Pages

Monday, March 17, 2014

5 Ecommerce Trends that can Make or Break your Business

As the evolution of search engine optimization and social media continues, so too does the ecommerce landscape. While small tweaks and minor changes occur all the time, the ecommerce trends that are in place now are in their early stages and will continue to grow in importance for websites seeking to generate revenues from web-based initiatives. These trends include:

  • Going mobile – While this song by “The Who” dates back to 1971, forty years later mobile internet access is in the process of outpacing PC access. For ecommerce sites, implementing responsive web design architecture that can modify the presentation of information to the size of the screen is now mandatory because, at last count, the total number of differently-sized viewports on mobile devices exceeds 230. This new architecture formats web pages to deliver an optimal interface regardless of screen size.
  • Local businesses that are not limited to serving local customers – Shipping is getting faster and cheaper, which levels the field in terms of gratifying online consumers. Ecommerce sites that can provide solutions and deliver them quickly can now compete anywhere, regardless of geographic location.
  • Prioritizing content that matters – Search engines and social media sites have come a long way in developing algorithms that can define both quality content and spammy publications. While the methodologies of surfacing quality content differ between these platforms, the end result is the same; higher visibility to a broader section of the target market.
  • Guided search/discovery – This process defines items that have a history of being purchased along with products that are put in an ecommerce site’s shopping cart. As opposed to a shotgun approach, the number of recommendations is generally limited to three specific choices that are closely linked to the product being purchased. If you’ve seen Amazon’s “Frequently Bought Together” suggestions, you get the idea.
  • Non-commoditized products – On the consumer side, the commoditization of products enables shopping for the best deal possible. This can be a difficult proposal for ecommerce sites that constantly have to meet the lowest price on the same products. By offering unique and customized merchandize, ecommerce sites can differentiate their offerings from those of the competition and maintain higher profit margins.

Darwinism is alive and well on the web. In this environment, ecommerce sites must continue to adapt to the changing consumer environment on the internet or face a future with bleak prospects.

Monday, January 27, 2014

Black Hat SEO Goes from Link Farms to Click Farms

When Google unveiled its Penguin algorithm update, the rankings of web pages for which thousands of backlinks had been purchased plummeted sharply, essentially stopping the black hat strategy in its tracks. At the time, the practice of buying these links had spawned a cottage industry of companies that sold links for about a penny each to a wide variety of websites that were unwilling to wait for non-manipulative SEO tactics to yield results. The companies that built and sold these links were easy to find, with one of the biggest ironies being that a quick search on Google could provide pages of businesses that were happy to game the algorithm used by the same search engine to rank web pages.


As often happens in SEO the death of one black hat strategy, in this case link farming, fostered the birth and rapid growth of a new way to manipulate search rankings; buying “likes” on Facebook and followers on Twitter. For the companies in the soon to be defunct link farming business, the switch to Facebook and Twitter was easy and provided many of the same opportunities. Much like its emphasis on backlinks several years earlier, Google was shifting a significant number of the components in its ranking algorithm to assess “social signals” such as likes and follows to determine the value and relevance of content, which in turn was playing an increasing role in search rankings.

With that a new industry, which by some estimates grossed over $200 million in 2013 off of Facebook alone, had replaced the old one. In the Facebook version, “click farms” create fake accounts on the network and then fire them up to start generating sought after “likes”. According to the latest estimate from Facebook, the network has approximately 14 million fake accounts, many of which are related to click farm activity.

Like the plethora of companies that offered link farm services, searches pertaining to buying likes/followers will surface numerous options for manipulating the search engine’s ranking algorithm, an issue that flies against the company’s commitment to offering its users the best possible search experience every time. Google has since drastically discounted these types of social signals in terms of their influence on rankings, but an algorithm update that does to click farms what the Penguin update did to link farms is probably inevitable at some time in the near future.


Exercise aim:
The answer must restate every entry exactly as it appears.
╭─ Data records
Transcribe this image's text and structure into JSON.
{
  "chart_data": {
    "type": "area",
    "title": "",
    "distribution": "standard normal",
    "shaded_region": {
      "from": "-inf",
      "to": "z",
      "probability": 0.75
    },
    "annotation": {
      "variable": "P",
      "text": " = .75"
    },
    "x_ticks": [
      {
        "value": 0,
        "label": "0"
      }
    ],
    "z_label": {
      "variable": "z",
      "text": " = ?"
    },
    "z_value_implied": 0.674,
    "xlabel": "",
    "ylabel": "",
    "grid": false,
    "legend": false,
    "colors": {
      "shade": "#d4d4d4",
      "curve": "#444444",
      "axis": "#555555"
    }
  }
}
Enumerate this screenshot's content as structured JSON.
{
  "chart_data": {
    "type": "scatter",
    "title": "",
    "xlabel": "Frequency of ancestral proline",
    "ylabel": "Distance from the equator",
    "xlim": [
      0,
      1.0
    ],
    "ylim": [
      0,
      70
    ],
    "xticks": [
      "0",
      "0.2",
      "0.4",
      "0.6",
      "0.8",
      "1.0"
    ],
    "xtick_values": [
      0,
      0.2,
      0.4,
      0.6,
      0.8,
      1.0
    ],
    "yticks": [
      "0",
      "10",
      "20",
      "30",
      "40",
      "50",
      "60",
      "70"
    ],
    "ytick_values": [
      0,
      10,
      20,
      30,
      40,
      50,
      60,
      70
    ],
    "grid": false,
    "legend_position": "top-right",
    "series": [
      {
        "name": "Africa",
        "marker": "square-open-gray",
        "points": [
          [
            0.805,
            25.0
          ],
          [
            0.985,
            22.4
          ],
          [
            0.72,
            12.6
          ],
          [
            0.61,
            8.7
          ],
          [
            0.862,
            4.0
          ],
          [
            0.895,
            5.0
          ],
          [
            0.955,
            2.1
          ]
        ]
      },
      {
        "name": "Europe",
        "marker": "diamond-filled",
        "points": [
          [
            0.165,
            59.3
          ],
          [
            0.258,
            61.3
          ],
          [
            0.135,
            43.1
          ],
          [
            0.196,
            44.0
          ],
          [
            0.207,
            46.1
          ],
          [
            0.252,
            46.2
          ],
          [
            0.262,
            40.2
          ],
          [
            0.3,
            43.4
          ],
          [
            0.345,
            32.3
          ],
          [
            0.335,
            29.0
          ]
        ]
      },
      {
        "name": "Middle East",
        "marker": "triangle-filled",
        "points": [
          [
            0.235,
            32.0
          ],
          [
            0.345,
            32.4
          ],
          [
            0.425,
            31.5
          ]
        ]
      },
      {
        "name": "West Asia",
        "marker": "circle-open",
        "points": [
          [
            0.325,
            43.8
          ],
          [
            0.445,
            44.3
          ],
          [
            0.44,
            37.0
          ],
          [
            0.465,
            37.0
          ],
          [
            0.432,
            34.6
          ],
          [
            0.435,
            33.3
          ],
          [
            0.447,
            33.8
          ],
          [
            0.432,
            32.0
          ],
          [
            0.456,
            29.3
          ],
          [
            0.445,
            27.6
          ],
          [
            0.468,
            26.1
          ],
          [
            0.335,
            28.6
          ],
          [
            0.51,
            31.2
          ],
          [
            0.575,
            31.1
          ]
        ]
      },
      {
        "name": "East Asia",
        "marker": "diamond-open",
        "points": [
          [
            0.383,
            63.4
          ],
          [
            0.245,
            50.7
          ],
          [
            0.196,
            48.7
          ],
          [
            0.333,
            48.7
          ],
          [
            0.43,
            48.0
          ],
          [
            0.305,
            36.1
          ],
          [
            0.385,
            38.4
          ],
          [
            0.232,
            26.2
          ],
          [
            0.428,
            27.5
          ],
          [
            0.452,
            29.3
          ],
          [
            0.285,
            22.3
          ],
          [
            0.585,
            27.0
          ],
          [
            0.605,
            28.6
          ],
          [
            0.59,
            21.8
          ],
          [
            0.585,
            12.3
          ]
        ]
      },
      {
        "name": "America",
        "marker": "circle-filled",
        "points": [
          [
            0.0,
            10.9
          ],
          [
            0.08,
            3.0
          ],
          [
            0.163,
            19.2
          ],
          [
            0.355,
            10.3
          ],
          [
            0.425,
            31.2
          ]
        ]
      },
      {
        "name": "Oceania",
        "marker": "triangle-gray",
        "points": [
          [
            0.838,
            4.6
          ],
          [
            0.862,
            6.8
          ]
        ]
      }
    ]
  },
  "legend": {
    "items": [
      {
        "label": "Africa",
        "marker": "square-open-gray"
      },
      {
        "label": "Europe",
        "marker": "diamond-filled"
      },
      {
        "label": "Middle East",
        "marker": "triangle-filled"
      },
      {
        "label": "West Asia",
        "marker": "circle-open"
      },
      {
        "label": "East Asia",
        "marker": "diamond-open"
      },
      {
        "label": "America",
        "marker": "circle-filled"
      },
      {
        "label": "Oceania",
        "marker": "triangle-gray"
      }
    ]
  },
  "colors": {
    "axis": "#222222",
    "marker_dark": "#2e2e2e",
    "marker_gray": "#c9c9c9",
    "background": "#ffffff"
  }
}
╰─
Answer to this problem:
Transcribe this image's text and structure into JSON.
{
  "chart_data": {
    "type": "area",
    "title": "",
    "distribution": "standard normal",
    "shaded_region": {
      "from": "-inf",
      "to": "z",
      "probability": 0.75
    },
    "annotation": {
      "variable": "P",
      "text": " = .75"
    },
    "x_ticks": [
      {
        "value": 0,
        "label": "0"
      }
    ],
    "z_label": {
      "variable": "z",
      "text": " = ?"
    },
    "z_value_implied": 0.674,
    "xlabel": "",
    "ylabel": "",
    "grid": false,
    "legend": false,
    "colors": {
      "shade": "#d4d4d4",
      "curve": "#444444",
      "axis": "#555555"
    }
  }
}
Enumerate this screenshot's content as structured JSON.
{
  "chart_data": {
    "type": "scatter",
    "title": "",
    "xlabel": "Frequency of ancestral proline",
    "ylabel": "Distance from the equator",
    "xlim": [
      0,
      1.0
    ],
    "ylim": [
      0,
      70
    ],
    "xticks": [
      "0",
      "0.2",
      "0.4",
      "0.6",
      "0.8",
      "1.0"
    ],
    "xtick_values": [
      0,
      0.2,
      0.4,
      0.6,
      0.8,
      1.0
    ],
    "yticks": [
      "0",
      "10",
      "20",
      "30",
      "40",
      "50",
      "60",
      "70"
    ],
    "ytick_values": [
      0,
      10,
      20,
      30,
      40,
      50,
      60,
      70
    ],
    "grid": false,
    "legend_position": "top-right",
    "series": [
      {
        "name": "Africa",
        "marker": "square-open-gray",
        "points": [
          [
            0.805,
            25.0
          ],
          [
            0.985,
            22.4
          ],
          [
            0.72,
            12.6
          ],
          [
            0.61,
            8.7
          ],
          [
            0.862,
            4.0
          ],
          [
            0.895,
            5.0
          ],
          [
            0.955,
            2.1
          ]
        ]
      },
      {
        "name": "Europe",
        "marker": "diamond-filled",
        "points": [
          [
            0.165,
            59.3
          ],
          [
            0.258,
            61.3
          ],
          [
            0.135,
            43.1
          ],
          [
            0.196,
            44.0
          ],
          [
            0.207,
            46.1
          ],
          [
            0.252,
            46.2
          ],
          [
            0.262,
            40.2
          ],
          [
            0.3,
            43.4
          ],
          [
            0.345,
            32.3
          ],
          [
            0.335,
            29.0
          ]
        ]
      },
      {
        "name": "Middle East",
        "marker": "triangle-filled",
        "points": [
          [
            0.235,
            32.0
          ],
          [
            0.345,
            32.4
          ],
          [
            0.425,
            31.5
          ]
        ]
      },
      {
        "name": "West Asia",
        "marker": "circle-open",
        "points": [
          [
            0.325,
            43.8
          ],
          [
            0.445,
            44.3
          ],
          [
            0.44,
            37.0
          ],
          [
            0.465,
            37.0
          ],
          [
            0.432,
            34.6
          ],
          [
            0.435,
            33.3
          ],
          [
            0.447,
            33.8
          ],
          [
            0.432,
            32.0
          ],
          [
            0.456,
            29.3
          ],
          [
            0.445,
            27.6
          ],
          [
            0.468,
            26.1
          ],
          [
            0.335,
            28.6
          ],
          [
            0.51,
            31.2
          ],
          [
            0.575,
            31.1
          ]
        ]
      },
      {
        "name": "East Asia",
        "marker": "diamond-open",
        "points": [
          [
            0.383,
            63.4
          ],
          [
            0.245,
            50.7
          ],
          [
            0.196,
            48.7
          ],
          [
            0.333,
            48.7
          ],
          [
            0.43,
            48.0
          ],
          [
            0.305,
            36.1
          ],
          [
            0.385,
            38.4
          ],
          [
            0.232,
            26.2
          ],
          [
            0.428,
            27.5
          ],
          [
            0.452,
            29.3
          ],
          [
            0.285,
            22.3
          ],
          [
            0.585,
            27.0
          ],
          [
            0.605,
            28.6
          ],
          [
            0.59,
            21.8
          ],
          [
            0.585,
            12.3
          ]
        ]
      },
      {
        "name": "America",
        "marker": "circle-filled",
        "points": [
          [
            0.0,
            10.9
          ],
          [
            0.08,
            3.0
          ],
          [
            0.163,
            19.2
          ],
          [
            0.355,
            10.3
          ],
          [
            0.425,
            31.2
          ]
        ]
      },
      {
        "name": "Oceania",
        "marker": "triangle-gray",
        "points": [
          [
            0.838,
            4.6
          ],
          [
            0.862,
            6.8
          ]
        ]
      }
    ]
  },
  "legend": {
    "items": [
      {
        "label": "Africa",
        "marker": "square-open-gray"
      },
      {
        "label": "Europe",
        "marker": "diamond-filled"
      },
      {
        "label": "Middle East",
        "marker": "triangle-filled"
      },
      {
        "label": "West Asia",
        "marker": "circle-open"
      },
      {
        "label": "East Asia",
        "marker": "diamond-open"
      },
      {
        "label": "America",
        "marker": "circle-filled"
      },
      {
        "label": "Oceania",
        "marker": "triangle-gray"
      }
    ]
  },
  "colors": {
    "axis": "#222222",
    "marker_dark": "#2e2e2e",
    "marker_gray": "#c9c9c9",
    "background": "#ffffff"
  }
}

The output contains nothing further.